Yesterday in my Chinese politics class we discussed Marxist ideology in general and Mao’s Report on the Hunan Peasant’s Movement in particular. The aim of the conversation was to come to an understanding of how a foreign ideology might inspire revolutionaries in China in the early twentieth century. And it was a good class; the students came up with some very good points. But as I was preparing for it (and not getting back to posting on the Chinese New Year – sorry) a thought came to me, a thought that I do not think I had thought quite that way before.
In adapting Marxist ideas and theories to Chinese circumstances, Mao was acting somewhat (OK, not a whole lot, but somewhat) like a Taoist.
In the Hunan Report, Mao argues that peasants have a certain revolutionary role and potential, a point that pushed against more orthodox interpretations of Marx. In the Communist Manifesto (which the students had also read for the class), Marx and Engels refer to "the idiocy of rural life." Peasants are backward, mired in socio-economic and political circumstances that are not progressive or revolutionary. Historical change will not be driven from the countryside but from the titanic battle of urban bourgeoisie and proletariat, etc.
Mao was perfectly aware of this orthodox interpretation. But he saw the revolutionary potential of the peasantry. So, he adapted to the circumstances before him. He did not attempt to make the peasants into something they were not (not yet at least) but, rather, he looked to change the Party’s revolutionary strategy in light of the context he found himself in.
Adapting to circumstance is rather like following where Way leads, no? OK, I know I cannot push this too far. But it is Taoist in the sense that Sun Tzu has a similarly context-dependent orientation. When, in the Art of War, Sun discusses "ground" – the natural terrain and, I would argue, the broader context of any particular battle – he is suggesting that the first job for any military strategist is to figure out where in Way one is: what the immediate surroundings are, what might be possible in a particular situation, what should be avoided because it is wholly impractical. Man cannot determine the context, or "ground," but must fit his actions and endeavors to the circumstances. There is something Taoist about that sensibility, and it is something that comes through in Mao’s Hunan Peasants Report.
So, one question is: if this is true, how Taoist was Mao? Not much, I would venture. And certainly he lost whatever inkling of Taoism he might have had once he gained power, which we can date, perhaps, as early as 1935, when he took control of the Party, or, at least, 1949, when the Party seized state power. But there might have been a bit of a Taoist in him in his early years, in the same sense that there is a bit of a Taoist in Confucians (at least in their metaphysics), or that there is a bit of Taoism in Chinese culture more generally. He may have understood himself as a modernizer, and ultimately embraced the Legalism of Qin Shi Huangdi, but maybe he did not transcend his own cultural context as much as he wanted.
A second point to make about Mao’s fragmentary Taoism is to note the tragedy of its passing. Once in power, of course, Mao became quite convinced of his transformative powers. He would no longer follow the impulse that distinguishes the Hunan Report, the willingness to step back and apprehend the context and then work to make what is possible emerge from that context. No, he would impose his will and his vision and his strategy on China, regardless of circumstance. And millions and millions of people would die, most horribly in the Great Leap Forward, throughout his rein.
Just another sad reminder: better a Taoist than a Legalist.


What to do |
Return all lines from the entries below in which the word "label" is present.

Exercise inputs |
==========
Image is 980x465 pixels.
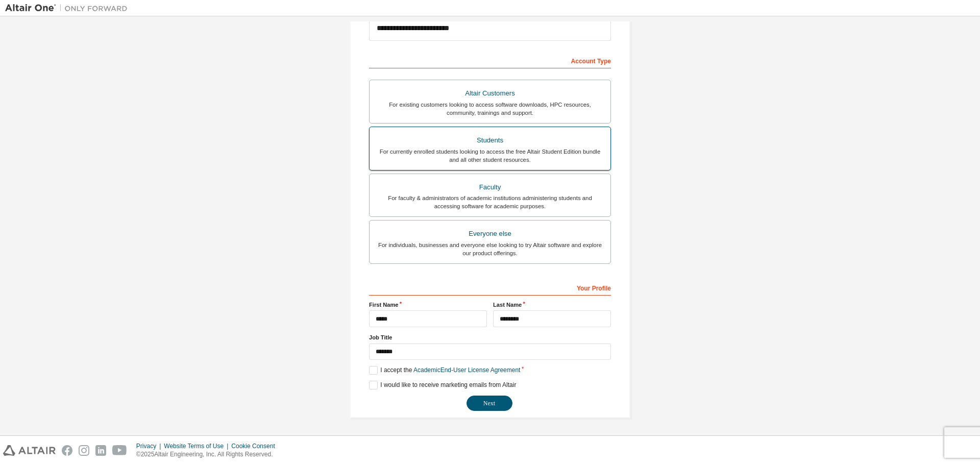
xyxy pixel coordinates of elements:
div: Website Terms of Use [164,442,231,450]
img: altair_logo.svg [3,445,56,455]
div: For existing customers looking to access software downloads, HPC resources, community, trainings ... [376,100,605,117]
a: Academic End-User License Agreement [414,366,520,373]
img: linkedin.svg [95,445,106,455]
label: First Name [369,301,487,308]
div: Faculty [376,180,605,195]
div: For individuals, businesses and everyone else looking to try Altair software and explore our prod... [376,241,605,257]
label: I would like to receive marketing emails from Altair [369,380,516,389]
div: Account Type [369,52,611,69]
label: Last Name [493,301,611,308]
p: © 2025 Altair Engineering, Inc. All Rights Reserved. [137,450,282,459]
img: facebook.svg [61,445,72,455]
div: Your Profile [369,279,611,296]
div: Everyone else [376,226,605,241]
div: For faculty & administrators of academic institutions administering students and accessing softwa... [376,194,605,210]
img: youtube.svg [113,445,127,455]
div: For currently enrolled students looking to access the free Altair Student Edition bundle and all ... [376,147,605,164]
label: Job Title [369,333,611,341]
label: I accept the [369,366,520,374]
button: Next [467,395,513,411]
div: Altair Customers [376,86,605,100]
img: instagram.svg [78,445,89,455]
img: Altair One [5,3,133,14]
div: Privacy [137,442,164,450]
div: Cookie Consent [231,442,281,450]
div: Students [376,133,605,147]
==========
Solution to this problem |
label: First Name [369,301,487,308]
label: I would like to receive marketing emails from Altair [369,380,516,389]
label: Last Name [493,301,611,308]
label: Job Title [369,333,611,341]
label: I accept the [369,366,520,374]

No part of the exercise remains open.